Public Image Ltd. Scout Bar November 2, 2012
Not many shows remind you that sound has actual, physical mass, but Public Image Ltd. sure did Friday. Mass, as in something tangible and discernible, with density and volume.
Especially volume. But don't count out density.
Yes, I'm talking about some Albert Einstein-type shit, but I think John Lydon could dig it the same way Einstein would have dug Lydon's neon orange suspenders Friday. Sound is a form of energy, which as Uncle Al discovered, is a product of mass and acceleration. Eureka!
Friday, PiL played 15 songs in two (very) solid hours. The foursome didn't let up until "Open Up," the single Lydon cut in 1993 with UK progressive-house pioneers Leftfield, had throbbed for several minutes. But at that point it was a little tough to measure time accurately. This show made my teeth hurt, and may have loosened a filling.
Lydon is arguably the most famous original punk rocker still alive, but there was precious little punk rock in what PiL played Friday. Not punk rock in the Circle Jerks-ish one-two-three-four style many people associate with punk rock, and as practiced by (perfectly fine) openers Dykes on Bikes. This was dense, difficult, and very deliberate, unsettling as hell and yet somehow irresistible.
If a lot of what Lydon's band -- Lu Edmonds (guitar), kilt-clad Scott Firth (bass) and Bruce Smith (drums) -- played wasn't improvised, it might has well have been, which of course probably means it was calculated down to the eighth note. During more a kaleidoscopic succession of sonic abstractions than anything you and I know as rock and roll "songs," Stevens put a couple of of exotic-looking instruments -- an electric sitar/lute, and a banjo-ish thing he played with a bow at one point -- through a series of paces that would have made most Marine drill sergeants ask him to let up.
But he also periodically switched over to a (gorgeous) hollowbody guitar, and the aural damage was just as severe. It might be easier to describe the colors of the stage lights during each song than to try to describe what it sounded like, except that they were all of a piece, alien and abrasive yet sensual and tactile. Generally, it creeped me out.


Task instructions — All of the records should be given back exactly and in full.

Content starts

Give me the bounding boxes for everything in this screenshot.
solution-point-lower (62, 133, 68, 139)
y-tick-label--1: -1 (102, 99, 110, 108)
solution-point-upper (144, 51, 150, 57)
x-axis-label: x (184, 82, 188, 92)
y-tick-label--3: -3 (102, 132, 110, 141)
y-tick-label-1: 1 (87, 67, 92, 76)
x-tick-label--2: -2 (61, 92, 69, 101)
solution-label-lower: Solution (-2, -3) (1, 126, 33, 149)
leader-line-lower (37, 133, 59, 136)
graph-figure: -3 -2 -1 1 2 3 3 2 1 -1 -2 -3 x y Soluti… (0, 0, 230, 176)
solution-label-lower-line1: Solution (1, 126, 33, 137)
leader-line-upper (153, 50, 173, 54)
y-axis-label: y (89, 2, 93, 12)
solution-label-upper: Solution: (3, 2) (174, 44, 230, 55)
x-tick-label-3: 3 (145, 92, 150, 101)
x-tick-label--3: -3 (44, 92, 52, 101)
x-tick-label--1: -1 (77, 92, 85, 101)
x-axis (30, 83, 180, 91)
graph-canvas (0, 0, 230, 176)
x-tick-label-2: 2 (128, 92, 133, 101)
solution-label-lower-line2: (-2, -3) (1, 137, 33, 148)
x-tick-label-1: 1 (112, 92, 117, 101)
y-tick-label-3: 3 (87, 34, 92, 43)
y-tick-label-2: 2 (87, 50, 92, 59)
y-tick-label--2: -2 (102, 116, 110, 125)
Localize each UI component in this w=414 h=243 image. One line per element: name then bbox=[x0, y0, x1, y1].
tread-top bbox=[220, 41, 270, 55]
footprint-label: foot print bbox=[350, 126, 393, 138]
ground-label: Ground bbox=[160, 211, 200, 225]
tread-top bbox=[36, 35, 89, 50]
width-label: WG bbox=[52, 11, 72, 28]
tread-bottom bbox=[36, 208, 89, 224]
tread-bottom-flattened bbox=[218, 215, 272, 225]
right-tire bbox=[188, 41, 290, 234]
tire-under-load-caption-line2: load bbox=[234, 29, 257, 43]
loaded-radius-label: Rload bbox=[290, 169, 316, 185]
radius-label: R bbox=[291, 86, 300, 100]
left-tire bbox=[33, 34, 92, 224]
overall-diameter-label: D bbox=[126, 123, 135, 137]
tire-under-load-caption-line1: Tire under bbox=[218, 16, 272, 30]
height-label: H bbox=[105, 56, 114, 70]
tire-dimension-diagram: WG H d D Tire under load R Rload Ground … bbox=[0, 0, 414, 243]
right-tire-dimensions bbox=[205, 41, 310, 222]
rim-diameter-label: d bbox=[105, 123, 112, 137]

Content ends

Exercise output —
Give me the bounding boxes for everything in this screenshot.
solution-point-lower (62, 133, 68, 139)
y-tick-label--1: -1 (102, 99, 110, 108)
solution-point-upper (144, 51, 150, 57)
x-axis-label: x (184, 82, 188, 92)
y-tick-label--3: -3 (102, 132, 110, 141)
y-tick-label-1: 1 (87, 67, 92, 76)
x-tick-label--2: -2 (61, 92, 69, 101)
solution-label-lower: Solution (-2, -3) (1, 126, 33, 149)
leader-line-lower (37, 133, 59, 136)
graph-figure: -3 -2 -1 1 2 3 3 2 1 -1 -2 -3 x y Soluti… (0, 0, 230, 176)
solution-label-lower-line1: Solution (1, 126, 33, 137)
leader-line-upper (153, 50, 173, 54)
y-axis-label: y (89, 2, 93, 12)
solution-label-upper: Solution: (3, 2) (174, 44, 230, 55)
x-tick-label-3: 3 (145, 92, 150, 101)
x-tick-label--3: -3 (44, 92, 52, 101)
x-tick-label--1: -1 (77, 92, 85, 101)
x-axis (30, 83, 180, 91)
graph-canvas (0, 0, 230, 176)
x-tick-label-2: 2 (128, 92, 133, 101)
solution-label-lower-line2: (-2, -3) (1, 137, 33, 148)
x-tick-label-1: 1 (112, 92, 117, 101)
y-tick-label-3: 3 (87, 34, 92, 43)
y-tick-label-2: 2 (87, 50, 92, 59)
y-tick-label--2: -2 (102, 116, 110, 125)
Localize each UI component in this w=414 h=243 image. One line per element: name then bbox=[x0, y0, x1, y1].
tread-top bbox=[220, 41, 270, 55]
footprint-label: foot print bbox=[350, 126, 393, 138]
ground-label: Ground bbox=[160, 211, 200, 225]
tread-top bbox=[36, 35, 89, 50]
width-label: WG bbox=[52, 11, 72, 28]
tread-bottom bbox=[36, 208, 89, 224]
tread-bottom-flattened bbox=[218, 215, 272, 225]
right-tire bbox=[188, 41, 290, 234]
tire-under-load-caption-line2: load bbox=[234, 29, 257, 43]
loaded-radius-label: Rload bbox=[290, 169, 316, 185]
radius-label: R bbox=[291, 86, 300, 100]
left-tire bbox=[33, 34, 92, 224]
overall-diameter-label: D bbox=[126, 123, 135, 137]
tire-under-load-caption-line1: Tire under bbox=[218, 16, 272, 30]
height-label: H bbox=[105, 56, 114, 70]
tire-dimension-diagram: WG H d D Tire under load R Rload Ground … bbox=[0, 0, 414, 243]
right-tire-dimensions bbox=[205, 41, 310, 222]
rim-diameter-label: d bbox=[105, 123, 112, 137]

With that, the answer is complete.